Arizona Republic by Bill Goodykoontz
There is a craggy kind of elegance to Cry Macho. You know what you’re getting for the most part. This does not include a lot of surprises. It does include comfort in the familiar. Eastwood has earned that, too.
✭ ✭ ✭ Read critic reviews
United States · 2021
Director Clint Eastwood
Starring Clint Eastwood, Eduardo Minett, Natalia Traven, Dwight Yoakam
Genre Drama, Thriller, Western
Please login to add films to your watchlist.
Mike Milo, a washed-up rodeo star, takes a job from his former boss to bring the man's young son back to Texas from rural Mexico, where the boy lives with his alcoholic mother. During the journey, Milo not only braves unexpected setbacks, but finds hope for his own redemption.
Arizona Republic by Bill Goodykoontz
There is a craggy kind of elegance to Cry Macho. You know what you’re getting for the most part. This does not include a lot of surprises. It does include comfort in the familiar. Eastwood has earned that, too.
Consequence by Clint Worthington
One of Eastwood's most pleasing character studies since Million Dollar Baby.
The latest of Eastwood’s many potential swan songs, this sketch of a movie is transparent enough to focus all of your attention on the shadow imagery behind it. On the brimmed silhouette that its director and star cuts in a door frame, on the six pounds of gravel that it sounds like he gargled before every take, and on the way that he plays Mike as a man who would give anything for a place to hang his hat if only he could bring himself to take it off his head. Better late than never.
The Hollywood Reporter by David Rooney
This is a story so crusty and antiquated in its conveniently resolved conflicts, contrivances and drippy sentimentality that it should have been left on the shelf.
San Francisco Chronicle by G. Allen Johnson
But Eastwood is undercut by the unbearably weak screenplay by Nick Schenk, who adapts a 1975 novel by N. Richard Nash. Schenk has turned in good work for Eastwood before, including “Gran Torino” and “The Mule,” but here his strategy seems to be having his characters explain everything that they’re doing and feeling, much of which should be delivered visually. Action is character, after all.
The A.V. Club by Ignatiy Vishnevetsky
The fact is that, as a movie, Cry Macho is slow and sometimes dull. But as a statement by Hollywood’s oldest leading man and working director, it offers its share of gleaming low-key insights.
Eastwood’s been riding off into the sunset for decades now, and Cry Macho’s creaky, lackadaisical hat-wave is a feature-length parody of a golden oldie.
It’s friendly and diverting and formulaic, in an inoffensive and good-natured way, and it’s a totally minor affair.
A road movie that, considering who made it, starts pretty far down that road, Cry Macho is familiar and loose, sometimes rattly, occasionally wince-inducing, and in a few moments genuine in ways no one else seems to know how to do anymore.
From the film’s first moments, the audience can guess exactly how the story will pan out, and the pleasure is watching Eastwood gracefully negotiate every well-worn twist and turn.
In southern France, a Franco-Arabic shipyard worker, assisted by his partner's daughter, pursues his dream of opening a restaurant.
An unending darkness... A world of shadows... A ray of light that found its way... A teacher's dream... A student's miracle... A valiant journey... From ignorance to knowledge... From darkness to light... An extraordinary story of an ordinary life.
Innocence is a dangerous friend.
A secretary from Ohio takes a solo trip to Venice, as she hopes to take advantage of her dream vacation.
30% human, 70% robot, 100% lethal.
Love is insatiable.
An Evil Secret Awaits...
A retired author reluctantly joins a young publisher on a book tour.
A veteran finds a fulfillment in the Amazon when he gets the chance to foster a baby ocelot.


=== WORK TO COMPLETE ===
Restate the records below word for word, and omit the images they hold.

---- PROVIDED DATA

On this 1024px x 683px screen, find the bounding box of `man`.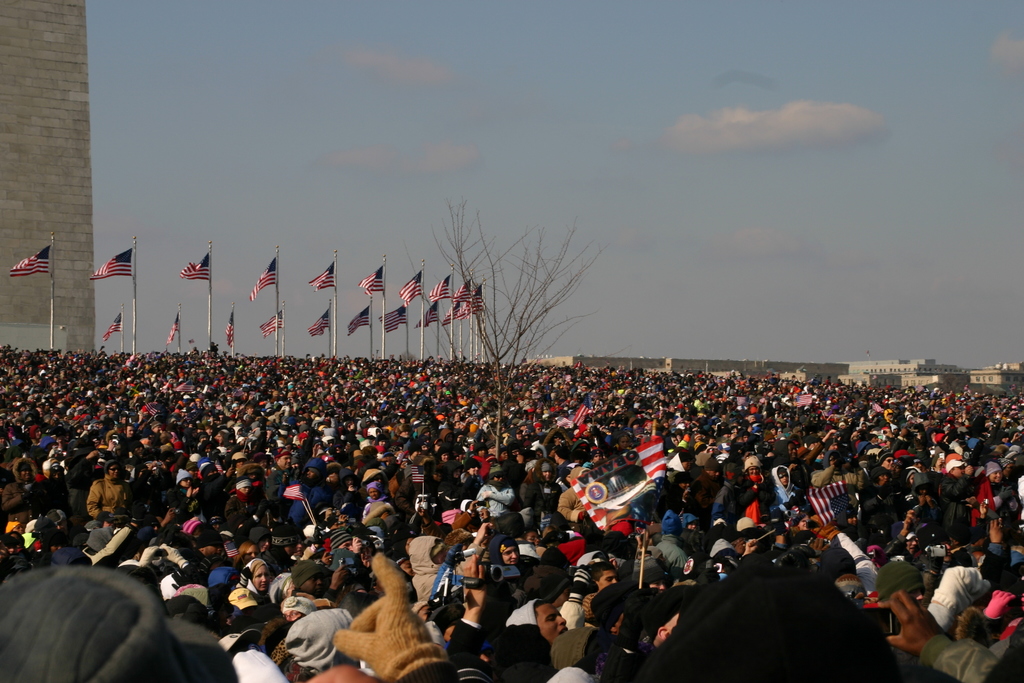
Bounding box: {"left": 504, "top": 598, "right": 569, "bottom": 646}.
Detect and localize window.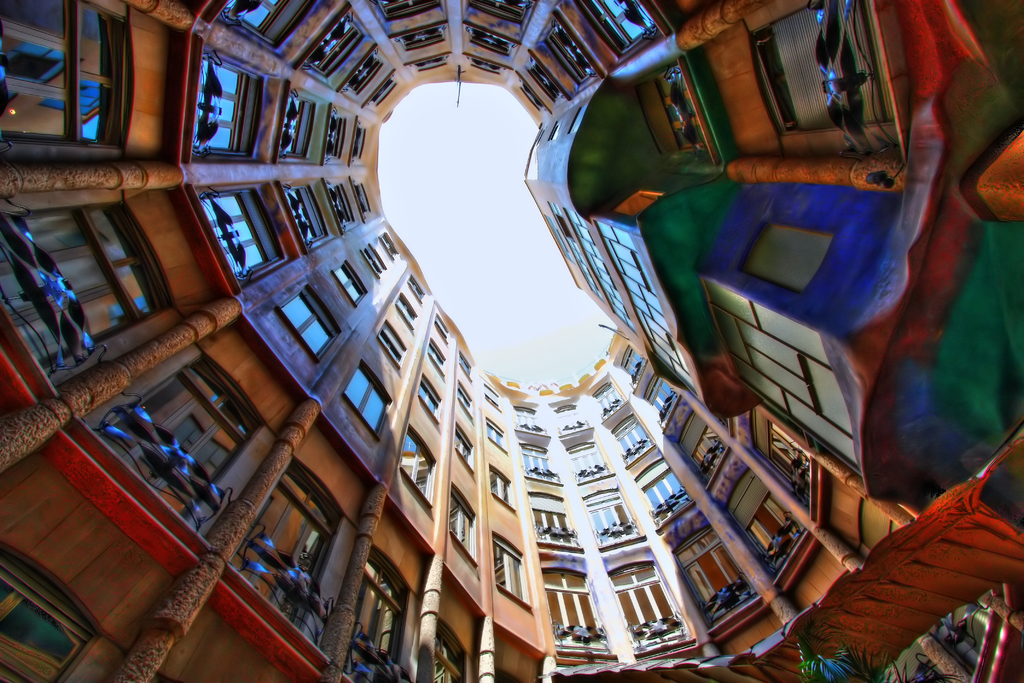
Localized at (447, 481, 477, 570).
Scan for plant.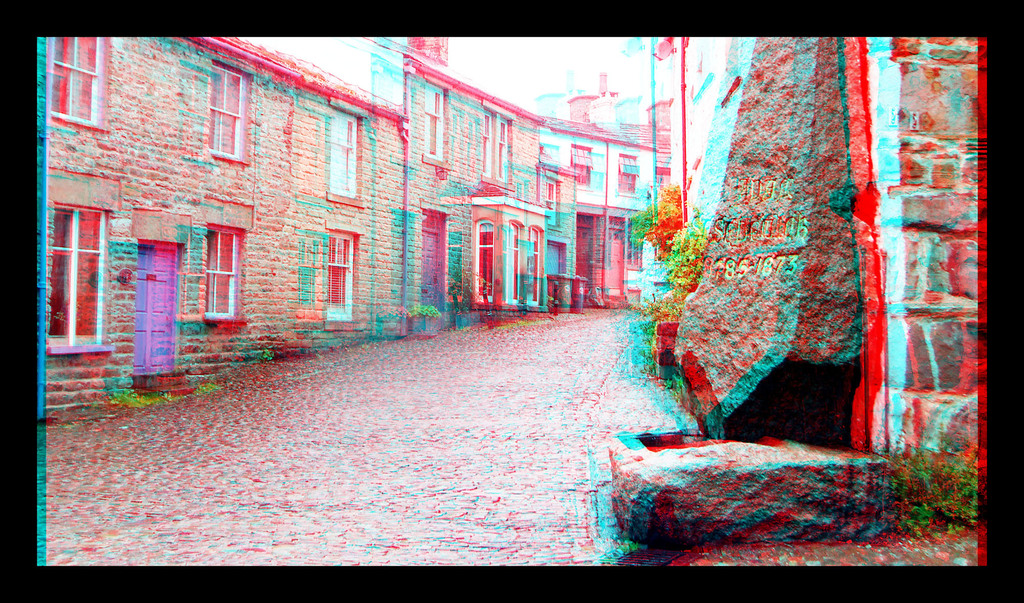
Scan result: (196, 382, 218, 396).
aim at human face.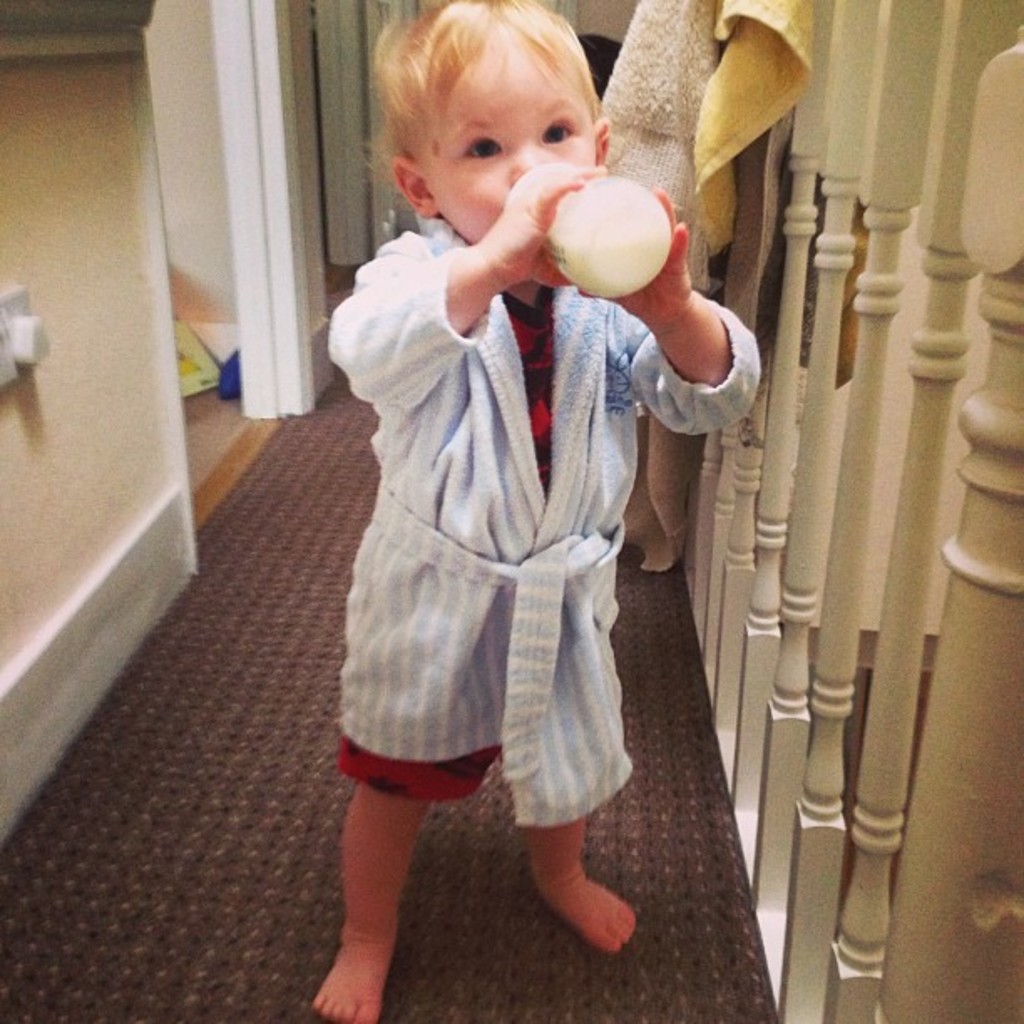
Aimed at (422, 32, 591, 249).
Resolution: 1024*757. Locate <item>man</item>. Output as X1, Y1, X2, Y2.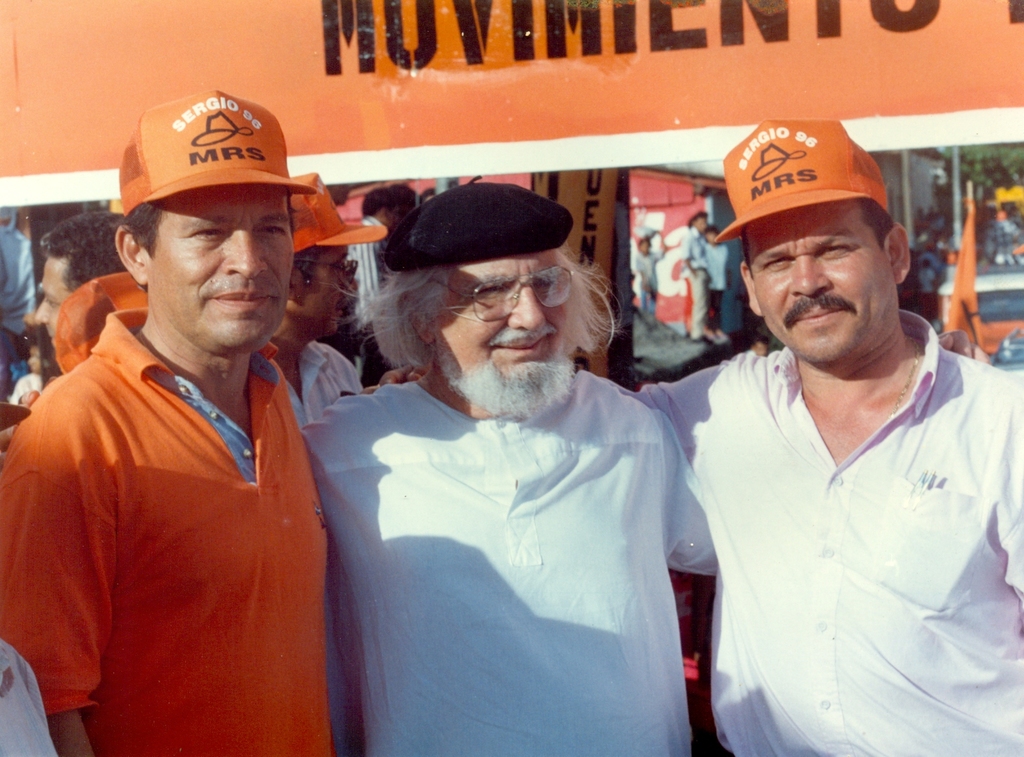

--------

=== REPLY ===
On this 1024px x 683px screen, find the bounding box of `man`.
Bounding box: {"left": 504, "top": 598, "right": 569, "bottom": 646}.
Detect and localize window.
Localized at (447, 481, 477, 570).
Scan for plant.
Scan result: (196, 382, 218, 396).
aim at human face.
Aimed at (422, 32, 591, 249).
Resolution: 1024*757. Locate <item>man</item>. Output as X1, Y1, X2, Y2.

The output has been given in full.